The High Court ordered parties to mediate despite defendant arguments that there was no real chance of success, in a newly published ruling thought to be the first time the court has used its new powers under the amended Civil Procedure Rules.

In DKH Retail and others v City Football Group Ltd, a pre-trial review in a trade mark dispute, the judge rejected objections put forward by the defendant to an application for compulsory mediation made by the claimant shortly before trial. A postscript to the 21 November ruling noted that the court was informed this month that the parties had in fact settled.

The dispute, which fell within the Shorter Trials Scheme, was between the owners of the Superdry clothing brand and the company that runs Manchester City Football Club’s commercial operations. It centred around whether promotional branding on players’ kit was likely to be seen by the public as denoting the Superdry brand, or that of the defendant’s sponsor, Asahi Super ‘Dry’ 0.0% lager. The words on the relevant kit included ‘Super’ and ‘Dry’.

Considering the claimant’s application for compulsory mediation, Mr Justice Miles noted that the Civil Procedure Rules were amended with effect from 1 October 2024 to take account of the ruling in Churchill v Merthyr Tydfil County Borough Council that the court has power to order unwilling parties to engage in alternative dispute resolution.

The claimants argued that the court should exercise that power in this case because the dispute was capable of resolution; not particularly complicated; and a mediation might allow for a more flexible compromise beyond the power of the court, for example relating to the size and form of the logo.

The defendant asserted that while there was no dispute about the court’s power to order mediation, it should only do so where there was ‘a realistic prospect of success’, which was not the case here. It argued that it wanted to know ‘once and for all’ whether it could place the Asahi branding on kit and clothing, and that it was entitled to a judicial determination of that question.

The defendant also pointed out that it was very late in the day to seek a mediation order, with the parties having already spent ‘hundreds of thousands of pounds’ and the trial date ‘imminent’.

Rejecting these arguments, the judge said: ‘In many cases the parties’ positions in the litigation are diametrically opposed and it may easily be said that each party requires a judicial determination. But nonetheless the parties come through ADR to recognise the desirability of settling for less than their strict legal rights and compromising their positions.

‘Experience shows that mediation is capable of cracking even the hardest nuts. The process sometimes succeeds in cases where the parties appear at first to have intractable differences…

‘I see some force in the defendant’s submission that it is late in the day to be seeking an order, but it may also be said that there is some advantage in the parties’ positions having been crystallised through pleadings and the service of witness statements. It is indeed sometimes an objection to mediation that it is premature, proposed at a stage when the parties’ positions are unknown. That cannot be said here.

‘There is also some force in [the defendant’s submission] that these are commercial parties with experienced solicitors and that if there was realistically to be a settlement, one would have expected it already to have been reached. But that argument does not do full justice to experience, which shows that bringing the parties together through mediation can overcome an entrenched reluctance of parties to negotiate, even where sincere.

‘The purpose of mediation is to remove roadblocks to settlement. I am unable to accept [the defendant’s submissions] that a mediation here has low prospects of success and that adjudication by a court is necessarily required. The range of options available to the parties to resolve the dispute through mediation goes beyond the binary answer a court could provide. There may be solutions other than yes or no.’

Mr Justice Miles added that a mediation of the case would be ‘short and sharp’, and the documents needed would be brief. He noted that the defendant had not suggested mediation would significantly disrupt the parties’ preparations for trial.

The judge ordered mediation to take place in December: a postscript said the parties had settled their dispute.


WHAT TO WORK ON: Reproduce each entry below exactly as it appears.
[RECORDS SHOWN Boundary: Start]
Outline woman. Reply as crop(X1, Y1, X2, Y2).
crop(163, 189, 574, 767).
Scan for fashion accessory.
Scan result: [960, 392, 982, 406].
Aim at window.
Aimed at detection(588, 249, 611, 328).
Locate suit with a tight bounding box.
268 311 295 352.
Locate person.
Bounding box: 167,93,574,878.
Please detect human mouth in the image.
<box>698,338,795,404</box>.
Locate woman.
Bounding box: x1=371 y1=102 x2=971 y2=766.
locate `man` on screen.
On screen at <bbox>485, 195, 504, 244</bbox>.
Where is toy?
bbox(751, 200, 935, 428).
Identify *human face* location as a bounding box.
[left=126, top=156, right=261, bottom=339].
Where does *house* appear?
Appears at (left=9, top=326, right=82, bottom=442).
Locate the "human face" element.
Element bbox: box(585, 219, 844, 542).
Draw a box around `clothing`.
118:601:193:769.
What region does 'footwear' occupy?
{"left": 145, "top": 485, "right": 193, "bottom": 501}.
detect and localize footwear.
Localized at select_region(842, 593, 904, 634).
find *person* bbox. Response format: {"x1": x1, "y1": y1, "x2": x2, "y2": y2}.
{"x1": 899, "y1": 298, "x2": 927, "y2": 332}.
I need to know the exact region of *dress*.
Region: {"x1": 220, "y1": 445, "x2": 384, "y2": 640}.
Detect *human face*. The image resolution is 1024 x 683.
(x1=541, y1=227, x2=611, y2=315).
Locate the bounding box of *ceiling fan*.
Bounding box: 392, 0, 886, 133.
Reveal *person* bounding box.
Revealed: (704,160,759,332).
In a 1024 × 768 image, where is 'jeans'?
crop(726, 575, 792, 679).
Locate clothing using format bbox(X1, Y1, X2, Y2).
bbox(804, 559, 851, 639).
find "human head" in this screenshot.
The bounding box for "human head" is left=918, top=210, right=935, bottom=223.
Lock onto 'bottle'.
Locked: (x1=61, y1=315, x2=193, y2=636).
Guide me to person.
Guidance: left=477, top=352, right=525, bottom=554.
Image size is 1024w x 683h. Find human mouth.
[RECORDS SHOWN Boundary: End]
ANSWER BOX:
Outline woman. Reply as crop(X1, Y1, X2, Y2).
crop(163, 189, 574, 767).
Scan for fashion accessory.
Scan result: [960, 392, 982, 406].
Aim at window.
Aimed at detection(588, 249, 611, 328).
Locate suit with a tight bounding box.
268 311 295 352.
Locate person.
Bounding box: 167,93,574,878.
Please detect human mouth in the image.
<box>698,338,795,404</box>.
Locate woman.
Bounding box: x1=371 y1=102 x2=971 y2=766.
locate `man` on screen.
On screen at <bbox>485, 195, 504, 244</bbox>.
Where is toy?
bbox(751, 200, 935, 428).
Identify *human face* location as a bounding box.
[left=126, top=156, right=261, bottom=339].
Where does *house* appear?
Appears at (left=9, top=326, right=82, bottom=442).
Locate the "human face" element.
Element bbox: box(585, 219, 844, 542).
Draw a box around `clothing`.
118:601:193:769.
What region does 'footwear' occupy?
{"left": 145, "top": 485, "right": 193, "bottom": 501}.
detect and localize footwear.
Localized at select_region(842, 593, 904, 634).
find *person* bbox. Response format: {"x1": x1, "y1": y1, "x2": x2, "y2": y2}.
{"x1": 899, "y1": 298, "x2": 927, "y2": 332}.
I need to know the exact region of *dress*.
Region: {"x1": 220, "y1": 445, "x2": 384, "y2": 640}.
Detect *human face*. The image resolution is 1024 x 683.
(x1=541, y1=227, x2=611, y2=315).
Locate the bounding box of *ceiling fan*.
Bounding box: 392, 0, 886, 133.
Reveal *person* bounding box.
Revealed: (704,160,759,332).
In a 1024 × 768 image, where is 'jeans'?
crop(726, 575, 792, 679).
Locate clothing using format bbox(X1, Y1, X2, Y2).
bbox(804, 559, 851, 639).
find "human head" in this screenshot.
The bounding box for "human head" is left=918, top=210, right=935, bottom=223.
Lock onto 'bottle'.
Locked: (x1=61, y1=315, x2=193, y2=636).
Guide me to person.
Guidance: left=477, top=352, right=525, bottom=554.
Image size is 1024w x 683h. Find human mouth.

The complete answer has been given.